Fabrication and Characterization of Low-Loss, Sol-Gel Planar Waveguides

Abstract
Applications of planar integrated optical waveguide (IOW) technology to problems in surface spectroscopy and optical chemical sensing have been partly limited by the difficulty of producing high-quality glass IOWs. The fabrication of IOWs by the sol-gel method from methyltriethoxysilane and titanium tetrabutoxide precursors is described here. The physical, chemical, and optical properties of the films during and after high-temperature annealing were studied using a variety of analytical techniques. The results show that the catalyst used to accelerate the sol-gel reaction strongly influenced the optical quality of the IOW. HCl catalysis produced waveguides with propagation losses of approximately 1 dB/cm, whereas in the case of SiCl4 catalysis, propagation losses were < 0.2 dB/cm, a value significantly less than any previously reported for sol-gel-derived IOWs.
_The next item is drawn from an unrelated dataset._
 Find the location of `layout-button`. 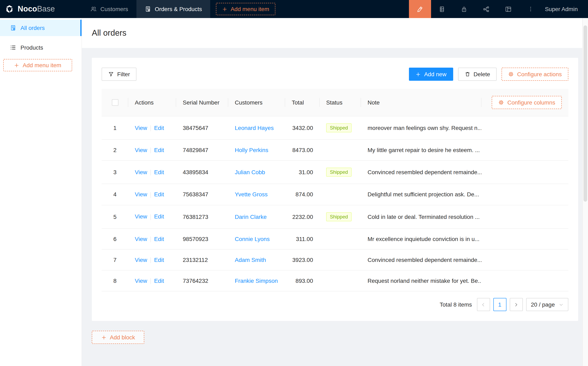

An examination of film surface structure and morphology by scanning electron microscopy and atomic force microscopy showed that the SiCl4-catalyzed IOWs were significantly smoother and more homogeneous on a submicrometer scale than the HCl-catalyzed IOWs. The use of SiCl4 is thought to retard formation of a microheterogeneous network containing Si-rich and Ti-rich domains, which is favored with HCl catalysis and contributes to the higher observed losses.